The smile dropped from her face, and I understood why they sent her. “Okay,” she agreed. Her voice was less bright now. “Your client is being charged with arson for the fire that engulfed half of the Bronx. The origin of that fire was tracked to a bomb set off in a loft, where we found two bodies. Neither of whom died due to fire-related injuries. It was the same type of bomb that was used to blow up Mr. Vitali’s property weeks before.” She slapped a folder dramatically on the table in front of us, and I had to fight not to make a sound of derision.

Someone must like to watch cop procedurals.

Elias shifted through the contents of the folder with disinterest. “And this proves what, exactly?” he asked, voice neutral. “That the same person who blew up my client’s building and killed sixty people also set this fire?”

“You don’t find it odd that a ‘storage’ building had sixty people in it at the time it blew up?”

My attorney stared at the investigators with a look of pure disdain. “I believe there is a rental agreement on file between Mr. Vitali and his tenant. How the tenant chose to use the space has nothing to do with Mr. Vitali. If anything, that makes him even more of a victim because the space was permitted as storage. He had no way of knowing that his tenant, who paid regular rent and never gave him any issues, had violated their agreement.”

I watched Agent Matthews’s jaw clench. “You really expect us to believe that?”

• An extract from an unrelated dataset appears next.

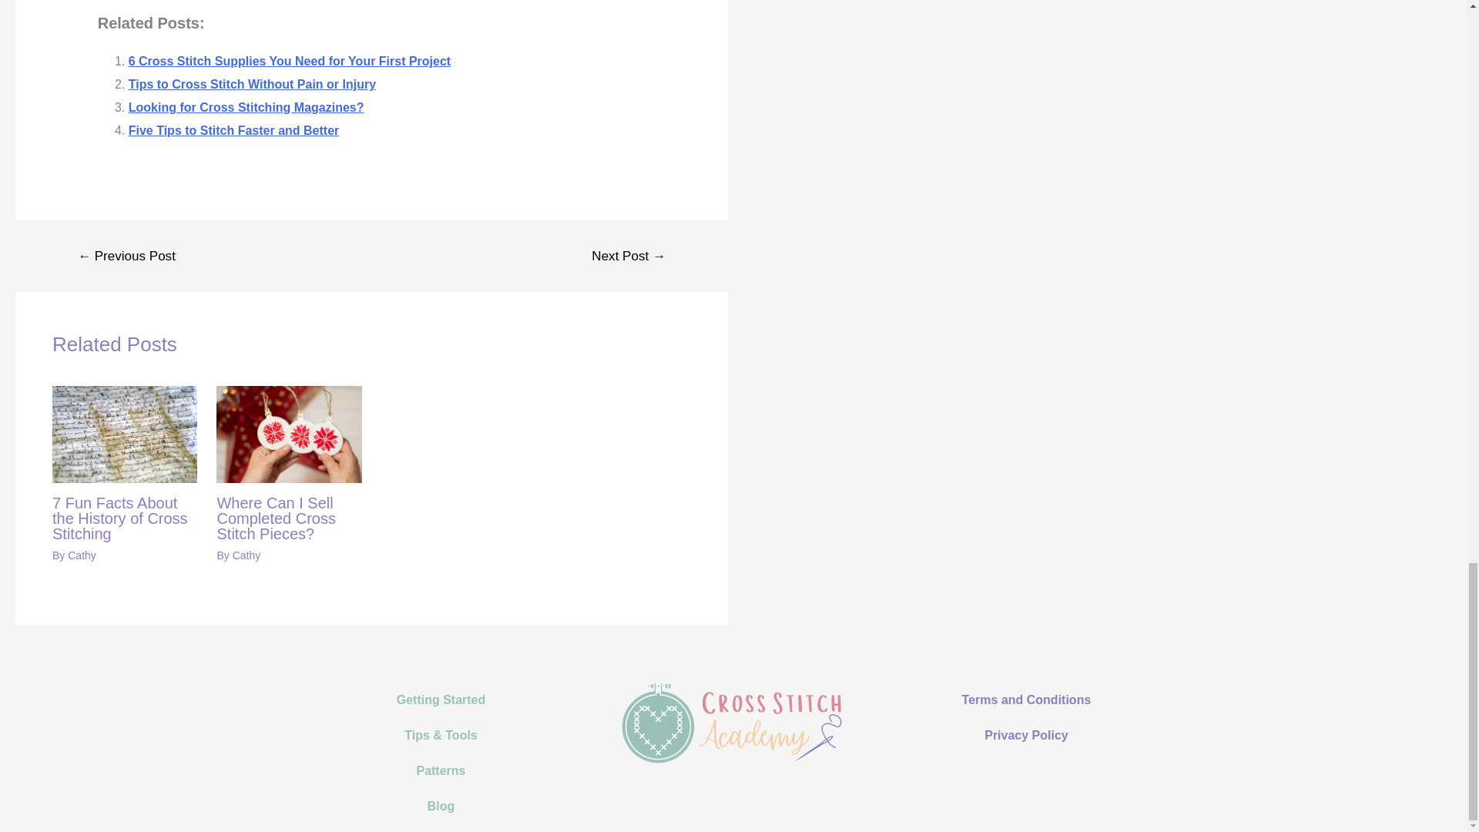 The image size is (1479, 832). I want to click on View all posts by Cathy, so click(82, 555).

“It doesn’t matter what you believe,” Elias said and gestured to the folder. “You don’t have any evidence to the contrary.”

“You understand that you’re looking at life in a federal prison,” Agent Lewis said, directing her words to me.

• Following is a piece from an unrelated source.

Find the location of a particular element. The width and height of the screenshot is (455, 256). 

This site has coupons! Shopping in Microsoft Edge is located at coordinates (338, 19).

Elias wasn’t having it. “You have no proof that Mr. Vitali was involved with either of these incidents. He is a victim of whoever built these explosive devices, not the perpetrator.”

The agents stared at us for a long time. I knew it was a tactic that they used: silence for long stretches. It built tension in the room, and for someone with a conscience, it gave them time to spin out in their own guilt. Unfortunately for them, I had been well trained to settle into such silences. Hell, I used them myself at times to get what I wanted.

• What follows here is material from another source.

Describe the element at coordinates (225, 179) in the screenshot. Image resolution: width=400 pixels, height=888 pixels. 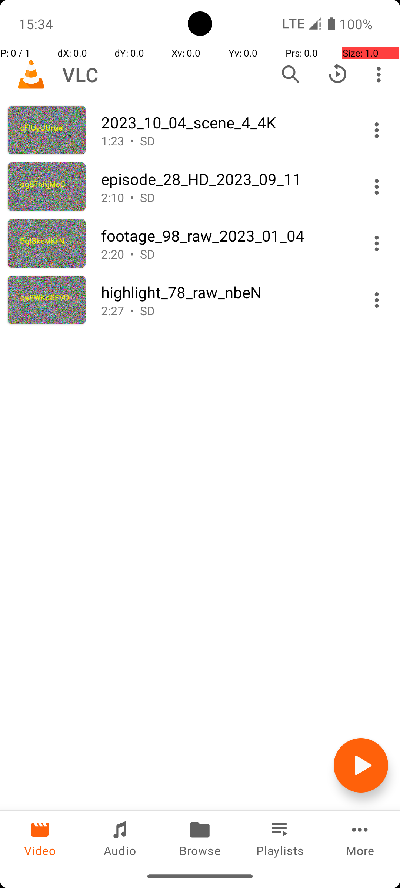
I see `episode_28_HD_2023_09_11` at that location.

“You want to know what I think?” Agent Matthews asked finally.

I was getting really bored, and the fabric of the shirt Elias brought me was scratchy against my skin. “Enlighten me,” I replied, and Elias tapped my arm without even looking at me, reminding me to keep my mouth shut.

“I think you hired someone to blow up your property so that you would have an excuse to pick a fight with the Russian Syndicate.” Agent Lewis’s eyes went wide, and it became clear right away that he said something that he wasn’t supposed to.

“Agent Matthews.”

He ignored her. “But you fucked up because you used the same person to go after Efram Volkov,” he continued. “Even worse, you left Efram’s body, thinking it would be destroyed in the explosion, at least enough that no one would notice that he’d eaten a gun shortly before he started to burn.”

He was panting hard, as if he’d just revealed some kind of smoking gun. This was laughable. “Do you have any proof tying my client to this theory of yours?” Elias asked. “Recordings of him calling out a hit? Money moved from his accounts?” When the agents didn’t say anything, Elias made a soft tsk -ing sound. “I think you and I both know that if you take Mr. Vitali in front of a judge, you’ll be laughed out of a court room, so why don’t we skip the embarrassment, and you let him go now.”

Agent Matthews looked at his partner. “Maybe Isabella will be interested in telling us the truth,” he said.

“You brought my wife here?” Red hazed my vision. Isabella, wrapped in a bed sheet with tears in her eyes, was in one of these interrogation rooms. Did she have clothes on? Was she being stared at by some other contemptuous bastard? “You are the biggest bunch of morons that I have ever met. If you do or say anything to her?—”

“Lorenzo.” Elias’s voice was sharp, but the two agents were already grinning and slobbering as if I’d offered to sign a confession.

“Why don’t you start talking to us, Mr. Vitali,” Agent Lewis suggested. “Before we have to charge your pretty little wife as an accomplice and put her in a cell. I’m sure she’d be very popular with the other inmates.”

I committed Agent Lewis’s face to memory. One day, I was going to watch the light fade from her eyes.